Sunday, July 15, 2012

I'm glad you happened


 It seems fitting that I'm finally getting around to writing, like, an actual post, since one year ago today I was driving down to this town and discovering--surprise!--that the house we'd lined up was actually full of pee and fleas. That night, my brother drove me to Savannah and we met up with my friend Chad, and I only cried once while my brother took me from bar to bar, trying to distract me, while I thought ohmygod ohmygod whathaveIgottenmyselfinto. Later, we'd drive back to Atlanta, me following his Toyota, and I would weep for three hours. If you saw me on that day, if you passed a car with Michigan plates stuffed with bags of clothes and boxes of books: don't worry! I am fine.

Also, aside to the last 364 days: I'm glad you happened.

But anyway! It is not last year, that silly sack labeled 2011. It is the middle of this summer, and today I clipped eight hundred pounds of herbs from the containers on the back deck. Earlier, in the morning, the dog and I went running and dripped sweat all over the sidewalk. And on Friday, we went to Savannah and drank giant beers in the afternoon, and the summer classes are sailing along and have one full week and a handful of days left. It's been nice--if not the whole getting up to teach at 8 am thing, the whole let's-talk-about-poetry-and-holy-shit-are-you-guys-ever-motivated thing. Nothing washes the taste of jaded spring semester students away quite as effectively as students who are legitimate hot shit.

It's also that point of the summer when I realize what little time is left, and that my summer to-do list will not be fully realized. But that's the annual tradition, too, isn't it? As it turns out, I probably won't finish (or start) a new essay this summer. And I won't finish that Law & Order chapbook I've been beating away at. And I won't make an Excel chart of all the readings that I come across and think oh I want to use this one day, and then cross-reference all those readings by themes and length and genre. And I won't bake a decent loaf of bread. And I won't get any better at running.

But I hung out with the friends we've made here. And I grew some things in pots. And we went to the beach and drove over the bridges that connect Whitemarsh and Wilmington Islands. And we ate corn from the market. And I sat on a dock drinking beer with way-old friends and talked about the mistakes we've made in our lives. And I watched the sun set over Green Bay. And I've eaten a lot--a lot--of guacamole. And I rode a bicycle around downtown Toronto and clinged my bell at a man about to get out of a cab and he said, irritated, Oh, enough with you guys and the bells already. And I met a lot of dogs. And I sat in multiple hammocks.

And the summer is not quite over yet, of course: there are the classes to say goodbye to, and the roadtrip up to the top of the mitten to see the B's family, and a wedding in Ann Arbor. And only then does the school year start up again, and I get to daydream about May and June of next summer, when the to-do list will be as long and impractical as always.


[REQUIREMENT] For the word "JSON", state how many lines below contain it. Give no other text.

[Figure collection entries]
⟨
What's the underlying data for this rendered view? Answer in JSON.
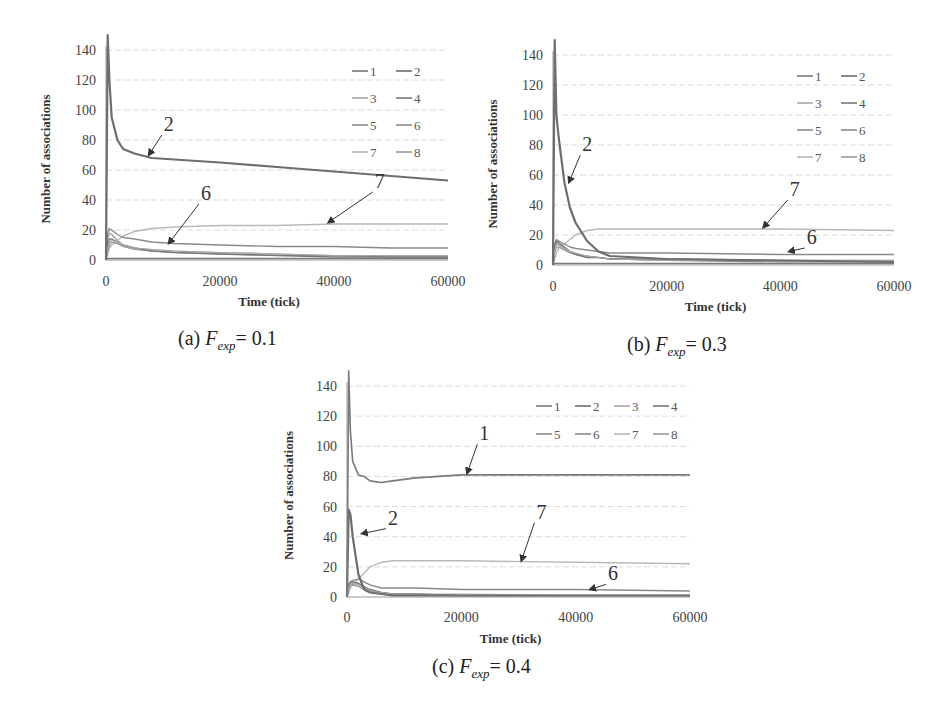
{
  "figure": {
    "header_fragment": "",
    "panels": [
      {
        "id": "a",
        "caption_prefix": "(a) ",
        "caption_var": "F",
        "caption_sub": "exp",
        "caption_value": "= 0.1"
      },
      {
        "id": "b",
        "caption_prefix": "(b) ",
        "caption_var": "F",
        "caption_sub": "exp",
        "caption_value": "= 0.3"
      },
      {
        "id": "c",
        "caption_prefix": "(c) ",
        "caption_var": "F",
        "caption_sub": "exp",
        "caption_value": "= 0.4"
      }
    ]
  },
  "chart_data": [
    {
      "type": "line",
      "title": "(a) F_exp = 0.1",
      "xlabel": "Time (tick)",
      "ylabel": "Number of associations",
      "xlim": [
        0,
        60000
      ],
      "ylim": [
        0,
        140
      ],
      "xticks": [
        0,
        20000,
        40000,
        60000
      ],
      "yticks": [
        0,
        20,
        40,
        60,
        80,
        100,
        120,
        140
      ],
      "grid": true,
      "legend": {
        "position": "upper right",
        "columns": 2,
        "entries": [
          "1",
          "2",
          "3",
          "4",
          "5",
          "6",
          "7",
          "8"
        ]
      },
      "annotations": [
        {
          "text": "2",
          "label_at": [
            10500,
            86
          ],
          "arrow_to": [
            7500,
            70
          ]
        },
        {
          "text": "6",
          "label_at": [
            17000,
            40
          ],
          "arrow_to": [
            11000,
            11
          ]
        },
        {
          "text": "7",
          "label_at": [
            47500,
            48
          ],
          "arrow_to": [
            39000,
            25
          ]
        }
      ],
      "x": [
        0,
        300,
        600,
        1000,
        2000,
        3000,
        5000,
        8000,
        12000,
        20000,
        30000,
        40000,
        50000,
        60000
      ],
      "series": [
        {
          "name": "1",
          "values": [
            0,
            1,
            1,
            1,
            1,
            1,
            1,
            1,
            1,
            1,
            1,
            1,
            1,
            1
          ]
        },
        {
          "name": "2",
          "values": [
            0,
            150,
            120,
            95,
            80,
            74,
            71,
            68,
            67,
            65,
            62,
            59,
            56,
            53
          ]
        },
        {
          "name": "3",
          "values": [
            0,
            8,
            12,
            13,
            12,
            10,
            8,
            7,
            6,
            5,
            4,
            3,
            3,
            3
          ]
        },
        {
          "name": "4",
          "values": [
            0,
            10,
            14,
            14,
            12,
            10,
            8,
            6,
            5,
            4,
            3,
            2,
            2,
            2
          ]
        },
        {
          "name": "5",
          "values": [
            0,
            6,
            10,
            12,
            11,
            9,
            7,
            6,
            5,
            4,
            3,
            3,
            2,
            2
          ]
        },
        {
          "name": "6",
          "values": [
            0,
            18,
            21,
            20,
            17,
            15,
            14,
            12,
            11,
            10,
            9,
            9,
            8,
            8
          ]
        },
        {
          "name": "7",
          "values": [
            0,
            4,
            8,
            10,
            13,
            16,
            19,
            21,
            22,
            23,
            23,
            24,
            24,
            24
          ]
        },
        {
          "name": "8",
          "values": [
            0,
            14,
            18,
            17,
            13,
            10,
            8,
            7,
            6,
            5,
            4,
            3,
            3,
            3
          ]
        }
      ]
    },
    {
      "type": "line",
      "title": "(b) F_exp = 0.3",
      "xlabel": "Time (tick)",
      "ylabel": "Number of associations",
      "xlim": [
        0,
        60000
      ],
      "ylim": [
        0,
        140
      ],
      "xticks": [
        0,
        20000,
        40000,
        60000
      ],
      "yticks": [
        0,
        20,
        40,
        60,
        80,
        100,
        120,
        140
      ],
      "grid": true,
      "legend": {
        "position": "upper right",
        "columns": 2,
        "entries": [
          "1",
          "2",
          "3",
          "4",
          "5",
          "6",
          "7",
          "8"
        ]
      },
      "annotations": [
        {
          "text": "2",
          "label_at": [
            5500,
            76
          ],
          "arrow_to": [
            2800,
            55
          ]
        },
        {
          "text": "7",
          "label_at": [
            42000,
            46
          ],
          "arrow_to": [
            37000,
            25
          ]
        },
        {
          "text": "6",
          "label_at": [
            45000,
            14
          ],
          "arrow_to": [
            41500,
            9
          ]
        }
      ],
      "x": [
        0,
        300,
        600,
        1000,
        2000,
        3000,
        4000,
        6000,
        8000,
        10000,
        20000,
        40000,
        60000
      ],
      "series": [
        {
          "name": "1",
          "values": [
            0,
            1,
            1,
            1,
            1,
            1,
            1,
            1,
            1,
            1,
            1,
            1,
            1
          ]
        },
        {
          "name": "2",
          "values": [
            0,
            150,
            100,
            85,
            55,
            38,
            28,
            16,
            9,
            6,
            4,
            3,
            2
          ]
        },
        {
          "name": "3",
          "values": [
            0,
            10,
            14,
            13,
            11,
            9,
            8,
            6,
            5,
            4,
            3,
            3,
            3
          ]
        },
        {
          "name": "4",
          "values": [
            0,
            12,
            16,
            15,
            12,
            9,
            7,
            5,
            5,
            4,
            4,
            3,
            3
          ]
        },
        {
          "name": "5",
          "values": [
            0,
            8,
            12,
            12,
            10,
            8,
            7,
            6,
            5,
            4,
            3,
            2,
            2
          ]
        },
        {
          "name": "6",
          "values": [
            0,
            14,
            17,
            16,
            14,
            12,
            11,
            10,
            9,
            8,
            8,
            7,
            7
          ]
        },
        {
          "name": "7",
          "values": [
            0,
            4,
            8,
            11,
            14,
            17,
            20,
            23,
            24,
            24,
            24,
            24,
            23
          ]
        },
        {
          "name": "8",
          "values": [
            0,
            12,
            15,
            14,
            11,
            9,
            7,
            6,
            5,
            4,
            3,
            3,
            3
          ]
        }
      ]
    },
    {
      "type": "line",
      "title": "(c) F_exp = 0.4",
      "xlabel": "Time (tick)",
      "ylabel": "Number of associations",
      "xlim": [
        0,
        60000
      ],
      "ylim": [
        0,
        140
      ],
      "xticks": [
        0,
        20000,
        40000,
        60000
      ],
      "yticks": [
        0,
        20,
        40,
        60,
        80,
        100,
        120,
        140
      ],
      "grid": true,
      "legend": {
        "position": "upper right",
        "columns": 4,
        "entries": [
          "1",
          "2",
          "3",
          "4",
          "5",
          "6",
          "7",
          "8"
        ]
      },
      "annotations": [
        {
          "text": "1",
          "label_at": [
            23500,
            104
          ],
          "arrow_to": [
            21000,
            82
          ]
        },
        {
          "text": "2",
          "label_at": [
            7500,
            48
          ],
          "arrow_to": [
            2600,
            42
          ]
        },
        {
          "text": "7",
          "label_at": [
            33500,
            52
          ],
          "arrow_to": [
            30500,
            24
          ]
        },
        {
          "text": "6",
          "label_at": [
            46000,
            11
          ],
          "arrow_to": [
            42500,
            5
          ]
        }
      ],
      "x": [
        0,
        300,
        600,
        1000,
        2000,
        3000,
        4000,
        6000,
        8000,
        12000,
        20000,
        40000,
        60000
      ],
      "series": [
        {
          "name": "1",
          "values": [
            0,
            150,
            110,
            90,
            81,
            80,
            77,
            76,
            77,
            79,
            81,
            81,
            81
          ]
        },
        {
          "name": "2",
          "values": [
            0,
            58,
            55,
            40,
            15,
            5,
            3,
            2,
            1,
            1,
            1,
            1,
            1
          ]
        },
        {
          "name": "3",
          "values": [
            0,
            6,
            9,
            9,
            8,
            6,
            4,
            3,
            2,
            2,
            2,
            1,
            1
          ]
        },
        {
          "name": "4",
          "values": [
            0,
            8,
            10,
            10,
            9,
            7,
            5,
            3,
            2,
            2,
            1,
            1,
            1
          ]
        },
        {
          "name": "5",
          "values": [
            0,
            5,
            8,
            8,
            7,
            5,
            4,
            3,
            2,
            2,
            1,
            1,
            1
          ]
        },
        {
          "name": "6",
          "values": [
            0,
            8,
            10,
            11,
            12,
            10,
            8,
            6,
            6,
            6,
            5,
            5,
            4
          ]
        },
        {
          "name": "7",
          "values": [
            0,
            3,
            6,
            8,
            12,
            16,
            20,
            23,
            24,
            24,
            24,
            23,
            22
          ]
        },
        {
          "name": "8",
          "values": [
            0,
            7,
            9,
            10,
            9,
            6,
            4,
            3,
            2,
            2,
            1,
            1,
            1
          ]
        }
      ]
    }
  ],
  "style": {
    "series_colors": [
      "#7a7a7a",
      "#6e6e6e",
      "#a9a9a9",
      "#777777",
      "#8c8c8c",
      "#8a8a8a",
      "#b8b8b8",
      "#9a9a9a"
    ],
    "series_widths": [
      1.6,
      2.2,
      1.2,
      1.4,
      1.2,
      1.4,
      1.4,
      1.2
    ],
    "grid_color": "#dcdcdc",
    "axis_color": "#999999",
    "tick_text_color": "#444444",
    "arrow_color": "#333333"
  },
  "layout": [
    {
      "x0": 106,
      "y0": 260,
      "x1": 448,
      "y1": 50,
      "legend_x": 352,
      "legend_y": 75,
      "legend_dx": 44,
      "legend_dy": 27,
      "ylabel_x": 50,
      "xlabel_y": 306,
      "xtick_y": 286
    },
    {
      "x0": 553,
      "y0": 265,
      "x1": 894,
      "y1": 55,
      "legend_x": 797,
      "legend_y": 80,
      "legend_dx": 44,
      "legend_dy": 27,
      "ylabel_x": 497,
      "xlabel_y": 311,
      "xtick_y": 291
    },
    {
      "x0": 347,
      "y0": 597,
      "x1": 690,
      "y1": 386,
      "legend_x": 536,
      "legend_y": 410,
      "legend_dx": 39,
      "legend_dy": 28,
      "ylabel_x": 293,
      "xlabel_y": 643,
      "xtick_y": 622
    }
  ],
  "caption_positions": [
    {
      "left": 178,
      "top": 327
    },
    {
      "left": 627,
      "top": 333
    },
    {
      "left": 432,
      "top": 655
    }
  ]
}
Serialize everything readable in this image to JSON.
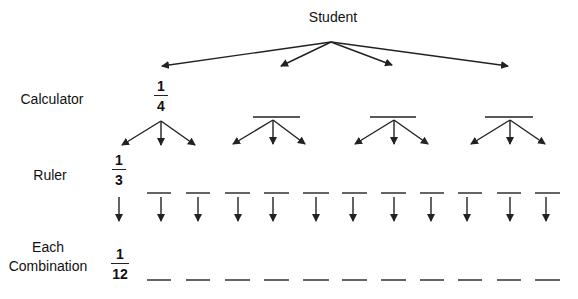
⟩
[RESPONSE TO THIS TASK] 2